This website uses cookies so that we can provide you with the best user experience possible. Cookie information is stored in your browser and performs functions such as recognizing you when you return to our website and helping our team to understand which sections of the website you find most interesting. We do not share any your subscription information with third parties. It is used solely to send you notifications about site content occasionally.

Typography
  • Smaller Small Medium Big Bigger
  • Default Helvetica Segoe Georgia Times

People who maintain cardiorespiratory fitness in mid-life may be less likely to develop dementia and Alzheimer’s disease, as they age.

Laura F. DeFina, from The Cooper Institute (Texas, USA), and colleagues revealed that among nearly 20,000 participants in the Cooper Center Longitudinal Study, those in the highest quintile of cardiorespiratory fitness at roughly age 50 were 36 percent less likely than those in the lowest quintile. The magnitude and direction of the association were similar with or without previous stroke, suggesting that the lower risk for dementia later in life was independent of cerebrovascular disease. Writing that: “Higher midlife fitness levels seem to be associated with lower hazards of developing all-cause dementia later in life,” the study authors submit that: “The magnitude and direction of the association were similar with or without previous stroke, suggesting that higher fitness levels earlier in life may lower risk for dementia later in life, independent of cerebrovascular disease.”

References:

  1. Laura F. DeFina; Benjamin L. Willis; Nina B. Radford; Ang Gao; David Leonard; William L. Haskell; Myron F. Weiner; Jarett D. Berry. “The Association Between Midlife Cardiorespiratory Fitness Levels and Later-Life Dementia: A Cohort Study.” Annals Int Med., 5 February 2013.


• Instructions for the task:
Here the job is to transcribe the data verbatim while leaving each picture out.
──────── Extracted data ────────
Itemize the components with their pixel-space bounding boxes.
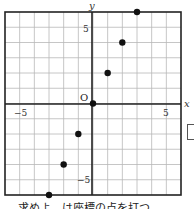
y-tick-neg5: −5 (77, 175, 91, 185)
data-point (90, 100, 96, 106)
x-tick-pos5: 5 (163, 108, 169, 118)
coordinate-plane: y x O −5 5 5 −5 (0, 0, 194, 209)
data-point (75, 131, 81, 137)
data-point (134, 9, 140, 15)
data-point (104, 70, 110, 76)
data-point (119, 39, 125, 45)
answer-bracket (187, 124, 194, 140)
x-axis-label: x (184, 98, 190, 109)
y-tick-pos5: 5 (83, 24, 89, 34)
data-point (60, 161, 66, 167)
y-axis-label: y (88, 0, 95, 11)
caption-text: 求めよ は座標の点を打つ (18, 199, 188, 209)
data-point (46, 192, 52, 198)
origin-label: O (80, 92, 88, 103)
x-tick-neg5: −5 (14, 108, 28, 118)
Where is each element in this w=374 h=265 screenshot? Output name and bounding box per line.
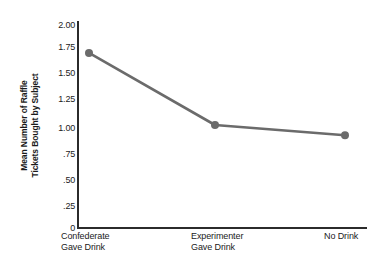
────────
• Your solution:
Itemize the components with their pixel-space bounding boxes.
y-tick-neg5: −5 (77, 175, 91, 185)
data-point (90, 100, 96, 106)
x-tick-pos5: 5 (163, 108, 169, 118)
coordinate-plane: y x O −5 5 5 −5 (0, 0, 194, 209)
data-point (75, 131, 81, 137)
data-point (134, 9, 140, 15)
data-point (104, 70, 110, 76)
data-point (119, 39, 125, 45)
answer-bracket (187, 124, 194, 140)
x-axis-label: x (184, 98, 190, 109)
y-tick-pos5: 5 (83, 24, 89, 34)
data-point (60, 161, 66, 167)
y-axis-label: y (88, 0, 95, 11)
caption-text: 求めよ は座標の点を打つ (18, 199, 188, 209)
data-point (46, 192, 52, 198)
origin-label: O (80, 92, 88, 103)
x-tick-neg5: −5 (14, 108, 28, 118)
Where is each element in this w=374 h=265 screenshot? Output name and bounding box per line.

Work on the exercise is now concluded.